Kiwi Post: Mark Bryan writes from NZ

New Zealand’s biggest earners are tourism and agriculture- in particular, livestock agriculture. Nobody needs reminding that tourism hasn’t been all that popular – or easy- for the past 12 months. But agriculture has never been more important.

COVID has highlighted the precariousness of our global economy. Our supply chains are disrupted, and global food security suddenly seems like quite a good idea. But that doesn’t mean that Kiwi farmers are suddenly everybody’s best mate.

As I’ve written before, our farmers are the country’s punchbag. It’s easy to understand how demoralising it must be for farmers getting up early seven days of the week, regardless of the weather, doing what they believe to be good work in feeding people, only to find themselves the subject of daily abuse.

Some of it is valid – albeit poorly communicated. We have been guilty of not protecting our waterways in some situations. We have been guilty of removing shade and shelter on some farms; or creating monocultures with minimal biodiversity. But in defence of farmers, most of this was done out of ignorance not intent. Environmental sustainability is a journey that is both dynamic and evolving- and we know much more now that we did even 10 years ago.

Equally of course, many farmers have planted heaps of trees; or re- invigorated lost wetlands; or created dynamic and complex local ecosystems on their properties. And most farmers are hugely proud of and supportive of their rural communities- they want to do their best to protect them and keep them sustainable.

But of course ruminants do emit greenhouse gases. And GHGs do warm the planet. Whether you consider biological methane to be important becomes almost a philosophical question. Yes it warms the planet; yes it does so at a much greater rate than CO2 (around 28 times); but it has a much shorter half-life (around a tenth of CO2). For contrast, nitrous oxide has a similar half-life to CO2 and 300 times the warming effect.

Critically for methane, its life cycle is circular, in that as long as we aren’t increasing the population of ruminants, we aren’t increasing CH4 in the atmosphere. It’s true of course that we have been increasing ruminants- and atmospheric methane has doubled in the past 300 years. But in the same time period, carbon dioxide and nitrous oxide also almost doubled. But only about half of methane emissions are from ruminants- the rest is from fossil fuel extraction and wetlands. In fact, CH4 emissions plateaued in the late 90s/early 2000’s: until people discovered fracking.

In other words, with stable numbers of ruminants, the impact of their methane emissions is also stable. Whereas the impact of CO2 and N20 continues to rise. Pretty much the only way to get ruminants to emit less methane is to feed them less- which is not a great strategy in New Zealand where feeding animals less has been an orthodoxy we’ve been challenging for decades.

So on the one hand, farmers have done what was asked of them and continued to feed the planet; yet on the other hand they keep on being told what they do is wrong. COVID has given them a brief respite, but it certainly can’t be said that they’re swimming in appreciation over here in New Zealand, despite most of them trying their best. In fact, there’s never been so much attention – or so many acronyms- given to making them farm differently.

Intensive Winter Grazing (IWG) has been looked at, and in 2019 we were given the Task Force, which then led in 2020 to the IWG Action Group. This group identified 7 ‘Short Term Outcomes for Animal Welfare’, which farmers are expected to address in the next couple of years.

In amongst this we’ve also had the government’s National Essential Freshwater (NEF) programme, and down where we are, Environment Southand’s own interpretation of this; and also the establishment of the Southland Intensive Winter Grazing National Essential Standard for Freshwater Advisory Group (SIWGNESFWAG in case you wondered), who also drafted a report to help farmers. Finally the Climate Change Commission (CCC) published their report and recommendations.

Unlike most of the people who draft rules and offer advice, farmers’ work is usually their life. It’s intertwined with the communities they live in and the land they live on – and they’re inseparable. They can’t just move to a new job, or retrain. Their job encapsulates their sense of self; it’s also their home, and they play out their daily lives at work, and the two are equally threaded through their local rural communities.

COVID gave us all a new appreciation for the fragility of the food chain and the importance of farmers’ role, but it hasn’t yet given the commentators and critics the insight of how to help farmers improve what they do without knocking them all down first. And while we applaud the return of trans- Tasman flights while ignoring their emissions, we decry the GHGs that farmers produce while keeping everyone fed.

For New Zealand there were two key lessons from COVID. The first was the fact that every journalist, media or sports celebrity is actually an epidemiologist, The second is that although tourism has been important- both socially and financially- farming is equally important. There are moves here to radically change the way tourism operates post- Covid, and to support the industry as they make these changes.

The same support and warmth needs to wrap around farmers as they are forced to make equally significant changes to their industry. Both can be sustainable and beneficial to New Zealand Inc, but both need Kiwis to shed their negativity and cynicism and replace them with empathy and support.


TASK BRIEF. Go through the records and copy each line where the string "image" occurs.

STUDY MATERIAL.
——
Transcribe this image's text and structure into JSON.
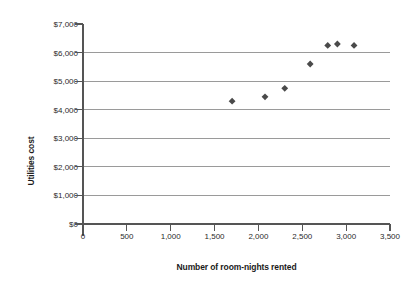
{
  "chart_data": {
    "type": "scatter",
    "title": "",
    "xlabel": "Number of room-nights rented",
    "ylabel": "Utilities cost",
    "xlim": [
      0,
      3500
    ],
    "ylim": [
      0,
      7000
    ],
    "grid": true,
    "legend": null,
    "x_tick_labels": [
      "0",
      "500",
      "1,000",
      "1,500",
      "2,000",
      "2,500",
      "3,000",
      "3,500"
    ],
    "x_tick_values": [
      0,
      500,
      1000,
      1500,
      2000,
      2500,
      3000,
      3500
    ],
    "y_tick_labels": [
      "$0",
      "$1,000",
      "$2,000",
      "$3,000",
      "$4,000",
      "$5,000",
      "$6,000",
      "$7,000"
    ],
    "y_tick_values": [
      0,
      1000,
      2000,
      3000,
      4000,
      5000,
      6000,
      7000
    ],
    "gridline_values": [
      1000,
      2000,
      3000,
      4000,
      5000,
      6000
    ],
    "marker": "diamond",
    "marker_color": "#4a4a4a",
    "gridline_color": "#9a9a9a",
    "axis_color": "#555555",
    "points": [
      {
        "x": 1700,
        "y": 4300
      },
      {
        "x": 2075,
        "y": 4450
      },
      {
        "x": 2300,
        "y": 4750
      },
      {
        "x": 2590,
        "y": 5600
      },
      {
        "x": 2790,
        "y": 6250
      },
      {
        "x": 2900,
        "y": 6300
      },
      {
        "x": 3090,
        "y": 6250
      }
    ]
  }
}
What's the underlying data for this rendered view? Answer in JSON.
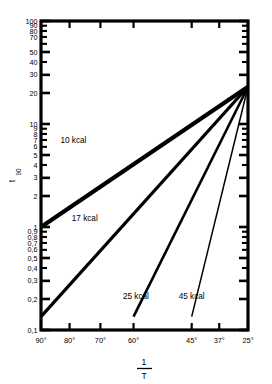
{
  "chart_data": {
    "type": "line",
    "title": "",
    "subtitle": "",
    "xlabel_numerator": "1",
    "xlabel_denominator": "T",
    "ylabel_main": "t",
    "ylabel_sub": "90",
    "xscale": "inverse-temperature",
    "yscale": "log",
    "ylim": [
      0.1,
      100
    ],
    "grid": false,
    "legend": "inline-annotations",
    "x_tick_labels": [
      "90°",
      "80°",
      "70°",
      "60°",
      "45°",
      "37°",
      "25°"
    ],
    "x_tick_temps_c": [
      90,
      80,
      70,
      60,
      45,
      37,
      25
    ],
    "x_tick_positions_frac": [
      0.0,
      0.138,
      0.287,
      0.447,
      0.728,
      0.861,
      1.0
    ],
    "y_tick_labels": [
      "100",
      "90",
      "80",
      "70",
      "50",
      "40",
      "30",
      "20",
      "10",
      "9",
      "8",
      "7",
      "6",
      "5",
      "4",
      "3",
      "2",
      "1",
      "0,9",
      "0,8",
      "0,7",
      "0,6",
      "0,5",
      "0,4",
      "0,3",
      "0,2",
      "0,1"
    ],
    "y_tick_values": [
      100,
      90,
      80,
      70,
      50,
      40,
      30,
      20,
      10,
      9,
      8,
      7,
      6,
      5,
      4,
      3,
      2,
      1,
      0.9,
      0.8,
      0.7,
      0.6,
      0.5,
      0.4,
      0.3,
      0.2,
      0.1
    ],
    "convergence_point": {
      "x_label": "25°",
      "y_value": 23
    },
    "series": [
      {
        "name": "10 kcal",
        "label": "10 kcal",
        "activation_energy_kcal": 10,
        "stroke_width": 4.2,
        "start": {
          "x_label": "90°",
          "y_value": 1.0
        },
        "end": {
          "x_label": "25°",
          "y_value": 23
        },
        "label_pos": {
          "x_label": "78°",
          "y_value": 6.6
        }
      },
      {
        "name": "17 kcal",
        "label": "17 kcal",
        "activation_energy_kcal": 17,
        "stroke_width": 3.2,
        "start": {
          "x_label": "90°",
          "y_value": 0.135
        },
        "end": {
          "x_label": "25°",
          "y_value": 23
        },
        "label_pos": {
          "x_label": "74°",
          "y_value": 1.15
        }
      },
      {
        "name": "25 kcal",
        "label": "25 kcal",
        "activation_energy_kcal": 25,
        "stroke_width": 2.6,
        "start": {
          "x_label": "60°",
          "y_value": 0.135
        },
        "end": {
          "x_label": "25°",
          "y_value": 23
        },
        "label_pos": {
          "x_label": "57°",
          "y_value": 0.2
        }
      },
      {
        "name": "45 kcal",
        "label": "45 kcal",
        "activation_energy_kcal": 45,
        "stroke_width": 1.5,
        "start": {
          "x_label": "45°",
          "y_value": 0.135
        },
        "end": {
          "x_label": "25°",
          "y_value": 23
        },
        "label_pos": {
          "x_label": "45°",
          "y_value": 0.2
        }
      }
    ]
  },
  "axes": {
    "plot_frame": {
      "left": 41,
      "top": 21,
      "right": 248,
      "bottom": 330
    },
    "frame_stroke": "#000000",
    "frame_width": 3.2
  },
  "colors": {
    "background": "#ffffff",
    "ink": "#000000"
  }
}
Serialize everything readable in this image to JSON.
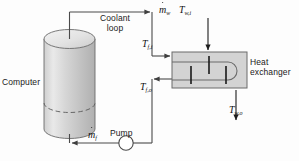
——
THE ANSWER.
Transcribe this image's text and structure into JSON.
Serialize everything readable in this image to JSON.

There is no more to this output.